Preface
In making this abridgement of Boswell’s Life of Johnson I have omitted most of Boswell’s criticisms, comments, and notes, all of Johnson’s opinions in legal cases, most of the letters, and parts of the conversation dealing with matters which were of greater importance in Boswell’s day than now. I have kept in mind an old habit, common enough, I dare say, among its devotees, of opening the book of random, and reading wherever the eye falls upon a passage of especial interest. All such passages, I hope, have been retained, and enough of the whole book to illustrate all the phases of Johnson’s mind and of his time which Boswell observed.
Loyal Johnsonians may look upon such a book with a measure of scorn. I could not have made it, had I not believed that it would be the means of drawing new readers to Boswell, and eventually of finding for them in the complete work what many have already found—days and years of growing enlightenment and happy companionship, and an innocent refuge from the cares and perturbations of life.
Princeton, June 28, 1917.
INTRODUCTION
Phillips Brooks once told the boys at Exeter that in reading biography three men meet one another in close intimacy—the subject of the biography, the author, and the reader.
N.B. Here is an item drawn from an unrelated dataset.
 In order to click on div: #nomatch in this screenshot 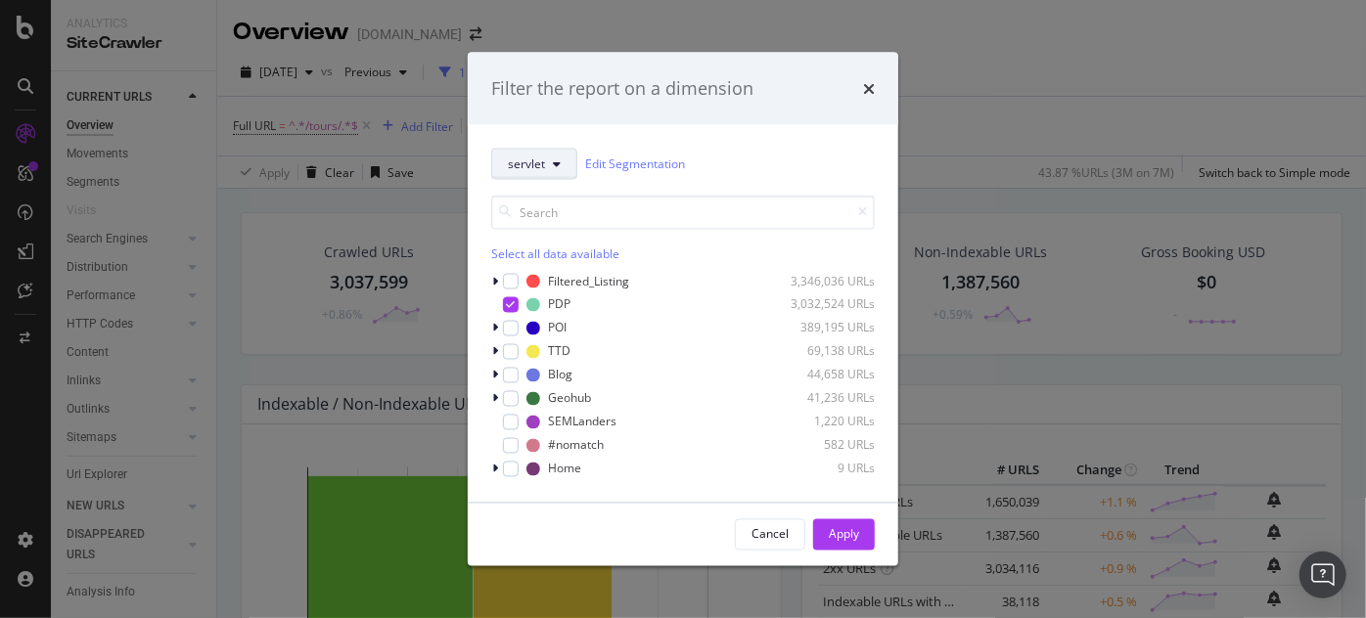, I will do `click(575, 445)`.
Of the three the most interesting is, of course, the man about whom the book is written. The most privileged is the reader, who is thus allowed to live familiarly with an eminent man. Least regarded of the three is the author. It is his part to introduce the others, and to develop between them an acquaintance, perhaps a friendship, while he, though ever busy and solicitous, withdraws into the background.
Some think that Boswell, in his Life of Johnson, did not sufficiently realize his duty of self-effacement. He is too much in evidence, too bustling, too anxious that his own opinion, though comparatively unimportant, should get a hearing. In general, Boswell’s faults are easily noticed, and have been too much talked about. He was morbid, restless, self-conscious, vain, insinuating; and, poor fellow, he died a drunkard. But the essential Boswell, the skilful and devoted artist, is almost unrecognized. As the creator of the Life of Johnson he is almost as much effaced as is Homer in the Odyssey. He is indeed so closely concealed that the reader suspects no art at all. Boswell’s performance looks easy enough—merely the more or less coherent stringing together of a mass of memoranda. Nevertheless it was rare and difficult, as is the highest achievement in art. Boswell is primarily the artist, and he has created one of the great masterpieces of the world.* He created nothing else, though his head was continually filling itself with literary schemes that came to nought. But into his Life of Johnson he poured all his artistic energies, as Milton poured his into Paradise Lost, and Vergil his into the Aneid.